‘Flying potato’ owls find a home at Arizona solar complex » Yale Climate Connections


Transcript:

A large complex of solar farms near Phoenix, Arizona, is now home to a quirky, eight-inch bird called the burrowing owl.

Clark: “If you saw one flying by, it’d be like a flying potato.”

Greg Clark of the nonprofit Wild at Heart says most burrowing owls in his region live in holes dug by prairie dogs.

But over time, much of the birds’ habitat has been lost to development, and people have killed off many prairie dogs.

Clark: “We’ve eliminated the mammals that dig their holes.”

So Clark’s group rescues the owls from areas about to be developed and relocates them to safer sites – into artificial burrows made of plastic drums and tubes.

Years ago, before the Sun Streams solar complex was built, his group removed some burrowing owls from the site.

But now they’re bringing owls back. In partnership with Longroad Energy, they’re installing artificial burrows on land between two of the solar farms in the complex.

Last year, Clark’s group moved 19 owls that they rescued from elsewhere to the site. They made sure the owls had enough food. And soon, the birds laid eggs.

As of early this year, many of the owls and their young were still there.

Clark: “The site is spectacularly successful.”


■ WHAT IS NEEDED
Nothing but an exact repetition of the entries should appear in the answer.

■ TASK INPUT
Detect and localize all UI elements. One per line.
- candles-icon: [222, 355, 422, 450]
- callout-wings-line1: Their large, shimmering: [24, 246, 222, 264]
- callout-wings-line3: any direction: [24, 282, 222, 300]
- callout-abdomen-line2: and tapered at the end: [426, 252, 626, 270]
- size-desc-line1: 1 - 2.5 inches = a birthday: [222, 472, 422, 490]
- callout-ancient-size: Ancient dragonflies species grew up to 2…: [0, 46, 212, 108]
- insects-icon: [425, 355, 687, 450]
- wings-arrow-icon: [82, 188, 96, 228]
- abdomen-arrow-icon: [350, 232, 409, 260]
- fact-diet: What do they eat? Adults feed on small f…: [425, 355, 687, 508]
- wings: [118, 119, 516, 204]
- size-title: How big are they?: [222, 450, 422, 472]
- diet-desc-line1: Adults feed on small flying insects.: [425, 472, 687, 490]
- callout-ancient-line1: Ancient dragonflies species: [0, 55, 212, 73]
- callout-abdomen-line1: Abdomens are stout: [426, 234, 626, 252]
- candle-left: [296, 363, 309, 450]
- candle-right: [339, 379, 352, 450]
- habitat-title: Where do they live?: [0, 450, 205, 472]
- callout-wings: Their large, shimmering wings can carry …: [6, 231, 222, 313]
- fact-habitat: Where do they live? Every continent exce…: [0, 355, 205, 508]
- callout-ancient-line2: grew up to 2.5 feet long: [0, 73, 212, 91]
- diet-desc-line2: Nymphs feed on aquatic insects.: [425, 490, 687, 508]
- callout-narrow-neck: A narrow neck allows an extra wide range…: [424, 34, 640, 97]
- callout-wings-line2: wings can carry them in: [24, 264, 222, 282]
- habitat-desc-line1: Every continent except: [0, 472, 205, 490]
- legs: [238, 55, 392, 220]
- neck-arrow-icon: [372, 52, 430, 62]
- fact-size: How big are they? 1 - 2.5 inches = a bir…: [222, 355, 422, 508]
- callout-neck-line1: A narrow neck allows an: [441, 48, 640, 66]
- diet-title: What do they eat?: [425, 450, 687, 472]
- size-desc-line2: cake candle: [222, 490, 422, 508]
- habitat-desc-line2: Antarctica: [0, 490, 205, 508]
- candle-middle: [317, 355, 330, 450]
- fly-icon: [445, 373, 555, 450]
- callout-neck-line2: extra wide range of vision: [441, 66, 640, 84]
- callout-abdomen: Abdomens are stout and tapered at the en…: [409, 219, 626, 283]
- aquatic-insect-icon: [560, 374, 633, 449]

■ OUTPUT FOR THIS TASK
Detect and localize all UI elements. One per line.
- candles-icon: [222, 355, 422, 450]
- callout-wings-line1: Their large, shimmering: [24, 246, 222, 264]
- callout-wings-line3: any direction: [24, 282, 222, 300]
- callout-abdomen-line2: and tapered at the end: [426, 252, 626, 270]
- size-desc-line1: 1 - 2.5 inches = a birthday: [222, 472, 422, 490]
- callout-ancient-size: Ancient dragonflies species grew up to 2…: [0, 46, 212, 108]
- insects-icon: [425, 355, 687, 450]
- wings-arrow-icon: [82, 188, 96, 228]
- abdomen-arrow-icon: [350, 232, 409, 260]
- fact-diet: What do they eat? Adults feed on small f…: [425, 355, 687, 508]
- wings: [118, 119, 516, 204]
- size-title: How big are they?: [222, 450, 422, 472]
- diet-desc-line1: Adults feed on small flying insects.: [425, 472, 687, 490]
- callout-ancient-line1: Ancient dragonflies species: [0, 55, 212, 73]
- callout-abdomen-line1: Abdomens are stout: [426, 234, 626, 252]
- candle-left: [296, 363, 309, 450]
- candle-right: [339, 379, 352, 450]
- habitat-title: Where do they live?: [0, 450, 205, 472]
- callout-wings: Their large, shimmering wings can carry …: [6, 231, 222, 313]
- fact-habitat: Where do they live? Every continent exce…: [0, 355, 205, 508]
- callout-ancient-line2: grew up to 2.5 feet long: [0, 73, 212, 91]
- diet-desc-line2: Nymphs feed on aquatic insects.: [425, 490, 687, 508]
- callout-narrow-neck: A narrow neck allows an extra wide range…: [424, 34, 640, 97]
- callout-wings-line2: wings can carry them in: [24, 264, 222, 282]
- habitat-desc-line1: Every continent except: [0, 472, 205, 490]
- legs: [238, 55, 392, 220]
- neck-arrow-icon: [372, 52, 430, 62]
- fact-size: How big are they? 1 - 2.5 inches = a bir…: [222, 355, 422, 508]
- callout-neck-line1: A narrow neck allows an: [441, 48, 640, 66]
- diet-title: What do they eat?: [425, 450, 687, 472]
- size-desc-line2: cake candle: [222, 490, 422, 508]
- habitat-desc-line2: Antarctica: [0, 490, 205, 508]
- candle-middle: [317, 355, 330, 450]
- fly-icon: [445, 373, 555, 450]
- callout-neck-line2: extra wide range of vision: [441, 66, 640, 84]
- callout-abdomen: Abdomens are stout and tapered at the en…: [409, 219, 626, 283]
- aquatic-insect-icon: [560, 374, 633, 449]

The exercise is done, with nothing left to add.